24 - Guerrillas and counter-insurgency

from Part III - Fighting Forces

Published online by Cambridge University Press:  05 June 2015

John Ferris
Affiliation:
University of Calgary
Evan Mawdsley
Affiliation:
University of Glasgow
Get access

Summary

This chapter surveys military and operational aspects of the main guerrilla and counter-insurgency campaigns across Axis-occupied Europe and Asia. It emphasizes historical precedents, concepts of insurgency and counterinsurgency, and how far expectations for such warfare were met. Special Operations Executive initially sought to optimize the use of resistance through the detonator strategy: building, supplying and training vast numbers of fifth columnists. Between summer 1943 and spring 1944, waning Axis military fortunes not only benefited guerrilla movements. In the Soviet Union, the military shift against Germany following the end of the Battle of Stalingrad in February burgeoned in the months after the July Battle of Kursk. During that battle, moreover, guerrillas carried out extensive sabotage against German supplies and reinforcements, the first significant example of guerrillas working as an adjunct to conventional operations during the Second World War.
Type
Chapter
Information
Publisher: Cambridge University Press
Print publication year: 2015

Access options

Get access to the full version of this content by using one of the access options below. (Log in options will check for institutional or personal access. Content may require purchase if you do not have access.)

Save book to Kindle

To save this book to your Kindle, first ensure coreplatform@cambridge.org is added to your Approved Personal Document E-mail List under your Personal Document Settings on the Manage Your Content and Devices page of your Amazon account. Then enter the ‘name’ part of your Kindle email address below. Find out more about saving to your Kindle.

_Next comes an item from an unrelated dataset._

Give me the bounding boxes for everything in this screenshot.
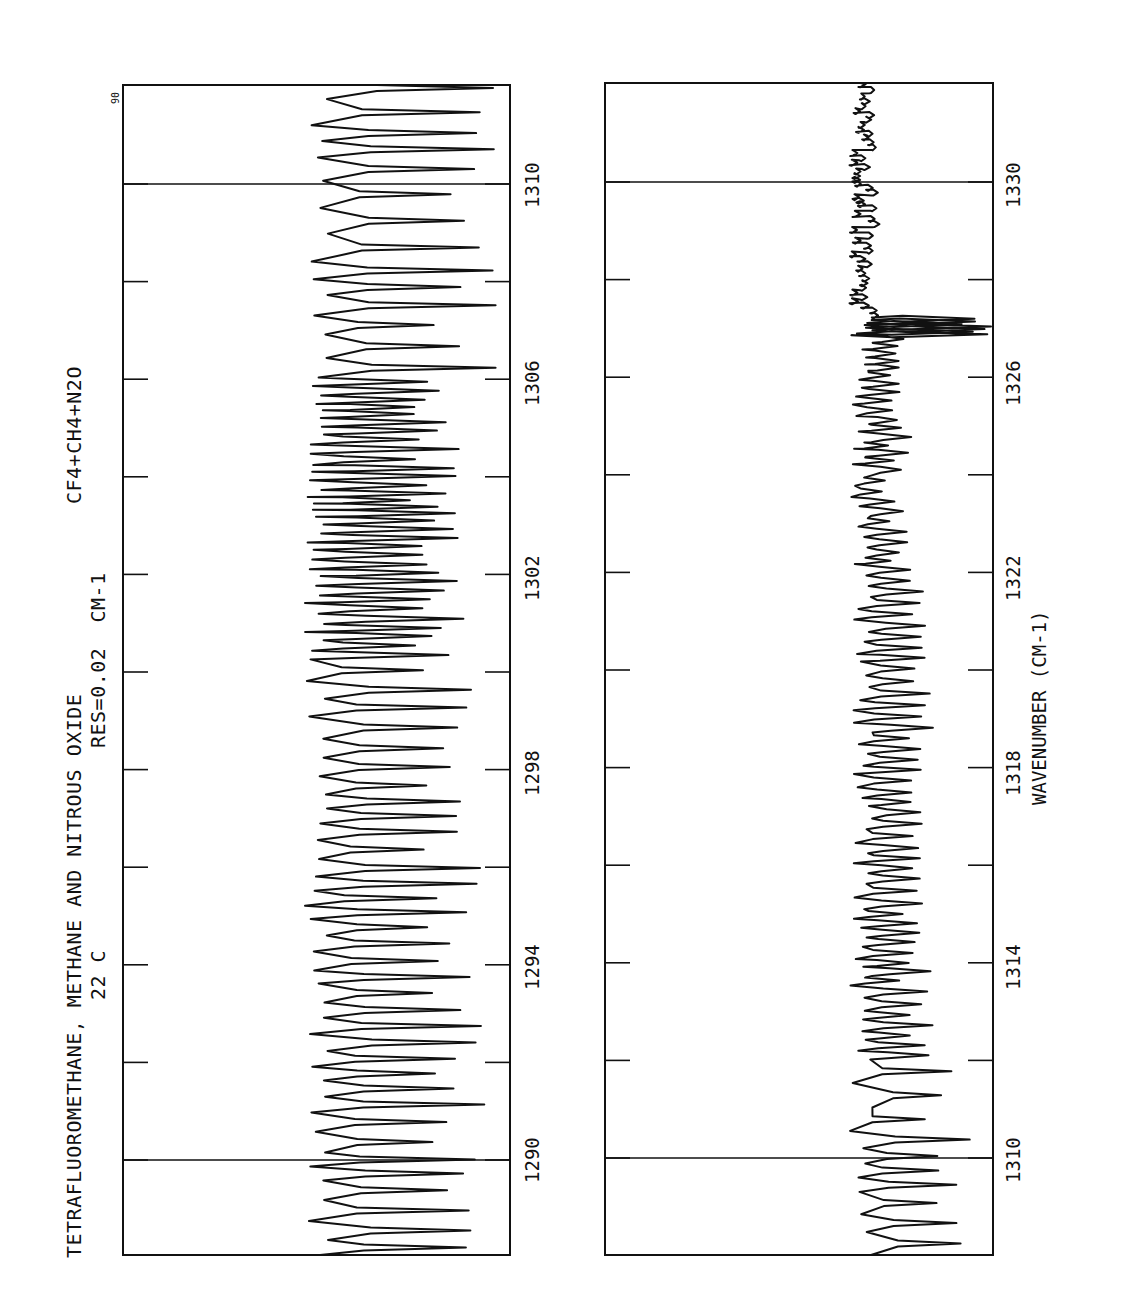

Note you can select to save to either the @free.kindle.com or @kindle.com variations. ‘@free.kindle.com’ emails are free but can only be saved to your device when it is connected to wi-fi. ‘@kindle.com’ emails can be delivered even when you are not connected to wi-fi, but note that service fees apply.

Find out more about the Kindle Personal Document Service.

Available formats
×

Save book to Dropbox

To save content items to your account, please confirm that you agree to abide by our usage policies. If this is the first time you use this feature, you will be asked to authorise Cambridge Core to connect with your account. Find out more about saving content to Dropbox.

Available formats
×

Save book to Google Drive

To save content items to your account, please confirm that you agree to abide by our usage policies. If this is the first time you use this feature, you will be asked to authorise Cambridge Core to connect with your account. Find out more about saving content to Google Drive.